A snippet from somwhere around 1:45:
"Somebody said that Touch of Evil seemed very unreal and yet real. And I corrected that statement and said what I was trying to do was to make something which was unreal but true. And I think that's the definition of the highest kind of theatricality, the best kind - that's a kind of theatricality that can exist in films, too. What is more unreal and stylized than Cagney? It's a totally stylized, unreal performance - no human being ever behaved the way he does. And every moment of Cagney's entire life in films is truth. He never had a second that wasn't true. He certainly was larger than life. He did everything dangerously and as though he were playing in Madison Square Garden, and it was always cinematically true. But unreal. That's the difference, I guess - I think."
Oh, and here's a probably illegal upload of F. for Fake, Welles' foray into film-as-personal-essay, which includes this astonishing bit:
A snippet from somwhere around 1:45:
"Somebody said that Touch of Evil seemed very unreal and yet real. And I corrected that statement and said what I was trying to do was to make something which was unreal but true. And I think that's the definition of the highest kind of theatricality, the best kind - that's a kind of theatricality that can exist in films, too. What is more unreal and stylized than Cagney? It's a totally stylized, unreal performance - no human being ever behaved the way he does. And every moment of Cagney's entire life in films is truth. He never had a second that wasn't true. He certainly was larger than life. He did everything dangerously and as though he were playing in Madison Square Garden, and it was always cinematically true. But unreal. That's the difference, I guess - I think."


■ WHAT IS NEEDED
Line by line, transcribe the data below exactly and pass over the images.

■ DATA PROVIDED
....

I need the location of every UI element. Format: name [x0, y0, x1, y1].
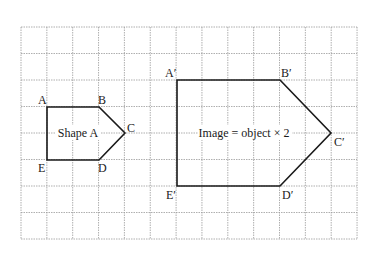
vertex-label-a: A [38, 93, 47, 107]
vertex-label-d-prime: D′ [282, 188, 294, 202]
vertex-label-b-prime: B′ [281, 66, 292, 80]
vertex-label-c-prime: C′ [334, 135, 345, 149]
vertex-label-e: D [98, 161, 107, 175]
image-label: Image = object × 2 [199, 126, 290, 140]
vertex-label-d: E [38, 161, 45, 175]
shape-a-label: Shape A [58, 126, 99, 140]
vertex-label-a-prime: A′ [165, 66, 177, 80]
vertex-label-b: B [98, 93, 106, 107]
vertex-label-c: C [127, 121, 135, 135]
enlargement-diagram: Shape A Image = object × 2 A B C E D A′ … [0, 0, 375, 255]
vertex-label-e-prime: E′ [166, 188, 176, 202]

....

■ ANSWER TO THIS PROBLEM
I need the location of every UI element. Format: name [x0, y0, x1, y1].
vertex-label-a: A [38, 93, 47, 107]
vertex-label-d-prime: D′ [282, 188, 294, 202]
vertex-label-b-prime: B′ [281, 66, 292, 80]
vertex-label-c-prime: C′ [334, 135, 345, 149]
vertex-label-e: D [98, 161, 107, 175]
image-label: Image = object × 2 [199, 126, 290, 140]
vertex-label-d: E [38, 161, 45, 175]
shape-a-label: Shape A [58, 126, 99, 140]
vertex-label-a-prime: A′ [165, 66, 177, 80]
vertex-label-b: B [98, 93, 106, 107]
vertex-label-c: C [127, 121, 135, 135]
enlargement-diagram: Shape A Image = object × 2 A B C E D A′ … [0, 0, 375, 255]
vertex-label-e-prime: E′ [166, 188, 176, 202]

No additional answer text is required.